Enron Mail

From:clayton.vernon@enron.com
To:vince.kaminski@enron.com, vasant.shanbhogue@enron.com
Subject:
Cc:
Bcc:
Date:Thu, 16 Dec 1999 05:59:00 -0800 (PST)

Vince and Vasant:

Here is a brief summary of my meeting with Chris Germany, Capacity Trader at
the East Desk, related to gas transmission:

Typically, pipelines lease capacity billed on a monthly basis. An example
might be the pipeline between South Texas and Brooklyn, where you might pay
$12.00 per month per 10,000 decatherms of capacity ($0.40 per day), a fixed
payment. Variable charges are 6% for fuel costs ("shrinkage") and 6.5% for
overhead expenses.
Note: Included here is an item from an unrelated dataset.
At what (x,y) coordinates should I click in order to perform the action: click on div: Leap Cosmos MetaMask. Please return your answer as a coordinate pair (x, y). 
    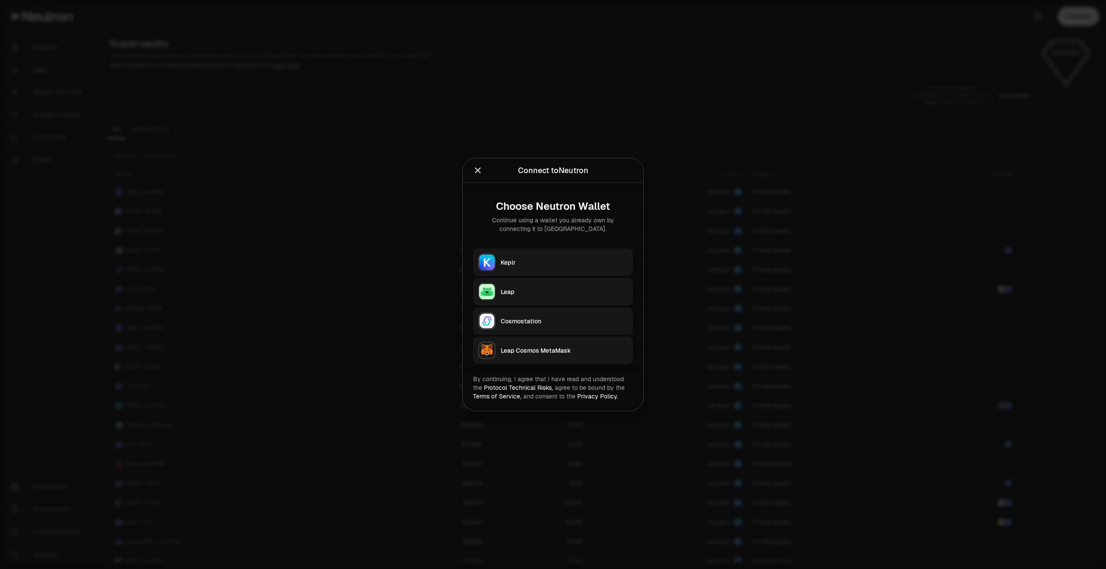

A gas trader might call South Texas and be quoted a
delivery price tomorrow of NYMEX - $0.10 ("basis"), and might call Brooklyn
and be quoted a delivered price of NYMEX + $0.25 . The trader's spread is
$0.35, and variable costs of transmission are $0.125, so the trader would
offer the leaseholder of capacity up to $0.225 for firm capacity tomorrow.
As for the distinction betweem firm and interruptible, the leaseholders have
an excellent knowledge of the firm-equivalent of interruptible capacity.
Also, many pipelines don't discount firm capacity from the tariff maximum
("it's not worth their time to haggle") (There is a further issue of
"secondary markets" not important to the model yet). For South Texas and
Brooklyn, there are several different routes the gas can physically take
(pipelines of Enron, Texas Eastern, etc). And, once the trade is in the
system traders can cover the (Enron) positions on each end of the pipeline,
in so doing freeing up the capacity for other contracts.